Harvie Ward Jr., 28, is a native of Tarboro, N.C. who now sells autos in San Francisco for a company headed by Eddie Lowery, Francis Ouimet's caddy in the 1913 Open. A superb putter blessed with a light-hearted disposition, Ward won the British Amateur in 1952.

Rex Baxter Jr., 18, a sophomore at the University of Houston, comes from Amarillo, Texas, where his father is the manager of the Chamber of Commerce. A mannerly, intelligent young man—his four-year average in high school was 91.22—Baxter won the National Juniors in 1953, the Laredo Open this year.

Lt.

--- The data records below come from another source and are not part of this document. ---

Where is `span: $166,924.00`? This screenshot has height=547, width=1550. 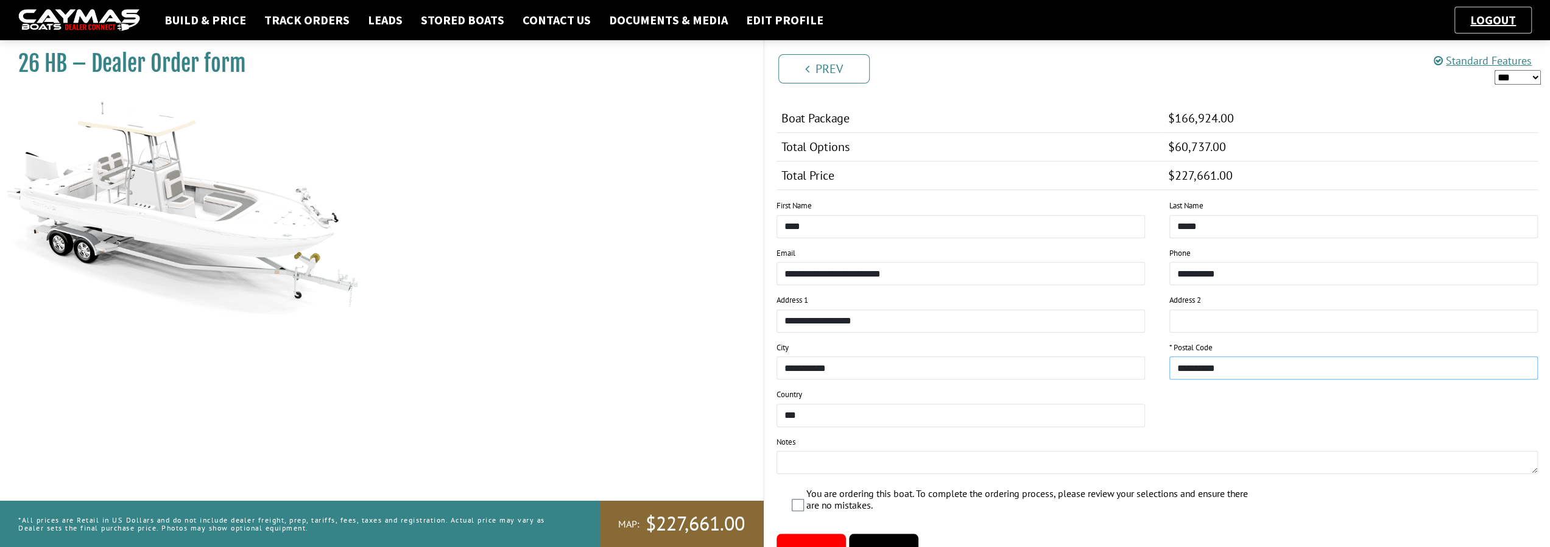
span: $166,924.00 is located at coordinates (1201, 118).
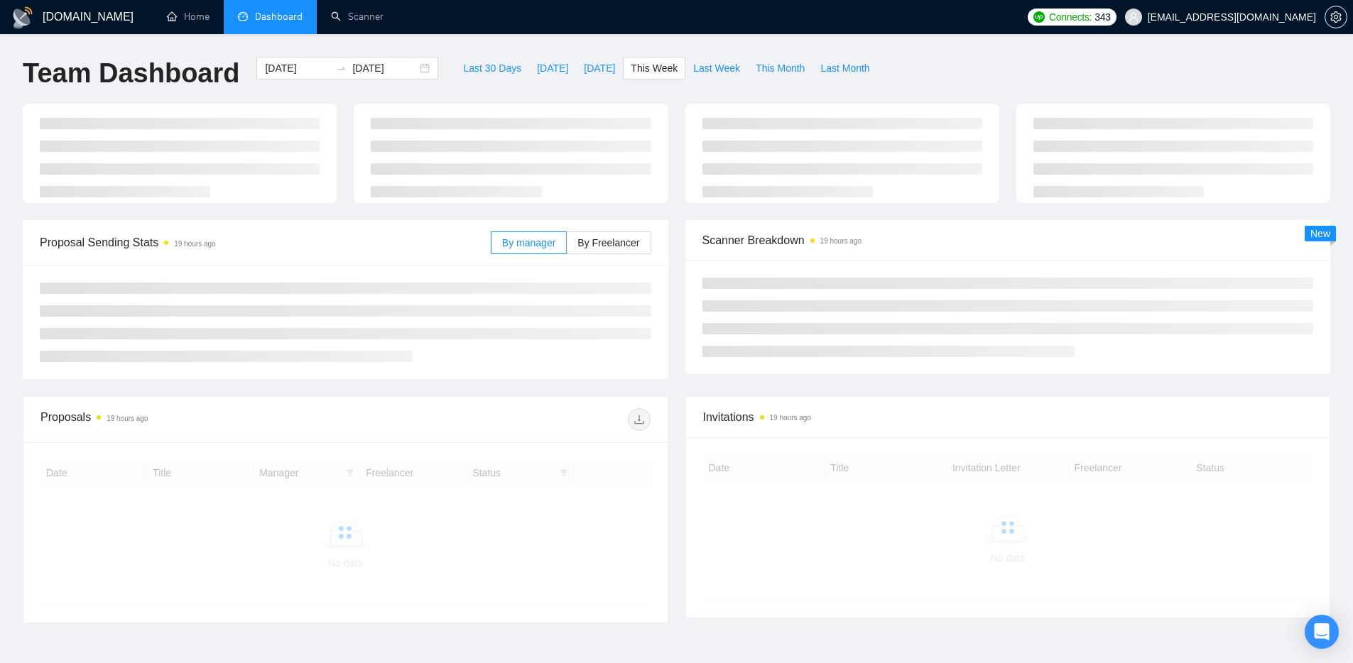  Describe the element at coordinates (192, 420) in the screenshot. I see `div: Proposals` at that location.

Joe Conrad, 24, currently is Personnel Services Officer at Gary Air Base in San Marcos, Texas, spends his spare hours practicing golf and his weekends with his parents in San Antonio. A cool competitor, he took the Southern Amateur in 1953 and '54.

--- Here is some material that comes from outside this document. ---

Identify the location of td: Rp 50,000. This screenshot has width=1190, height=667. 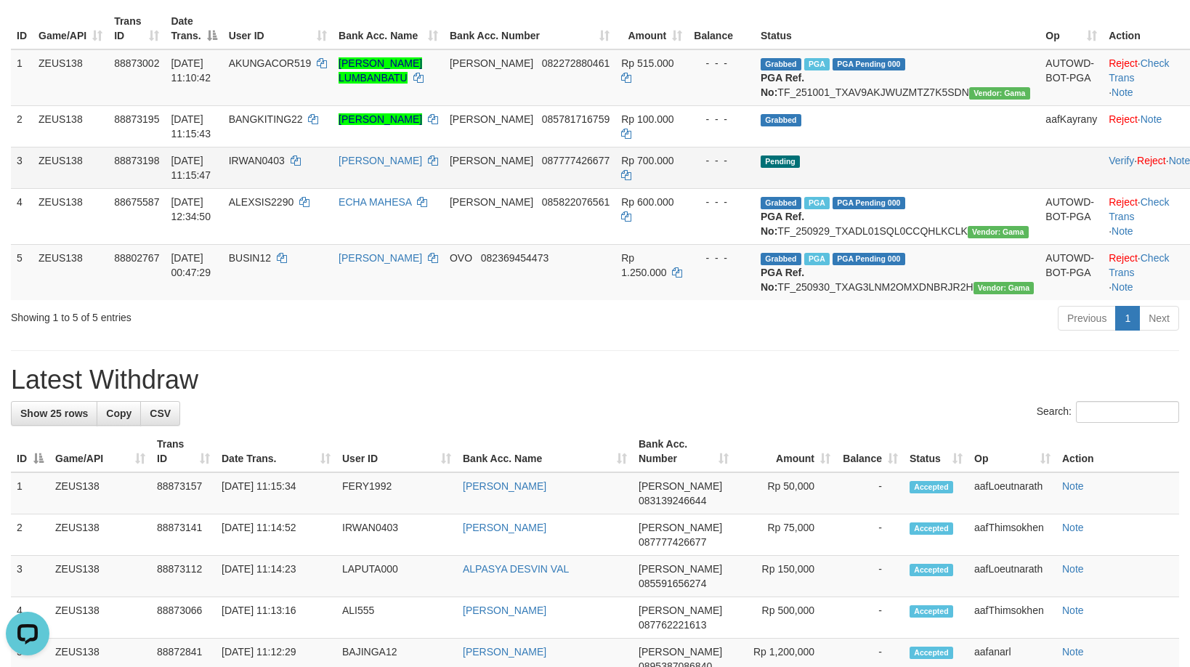
(785, 493).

Dale Morey, 33, is Midwest sales manager for Sandpaper, Inc., lives in Indianapolis when not on the road. Runner-up to Gene Littler in the 1953 Amateur, Morey, a former basketball star at L.S.U., originally took up golf in order to strengthen his legs for basketball.

Bill Campbell, 31, an insurance broker from Huntington, W.Va., is a handsome, six-foot-four bachelor who captained the golf team at Princeton and served one term (1948-50) in the state legislature. A finalist this year in the British Amateur, he plays his informal rounds in green-blue Campbell-tartan shorts.

Charles Coe, 30, is in the oil business and works out of Ardmore, Okla., his home town. A fine swinger, especially for a person of his lanky build, Coe has piled up an impressive record since breaking through in the 1949 Amateur at Rochester.

Charles ("Chick") Evans, 64, vice-president of a Chicago dairy company, lives only two blocks from the Edgewater Golf Club where he started to caddy fifty-five years ago. In 1916 Evans won both the Open and the Amateur champions.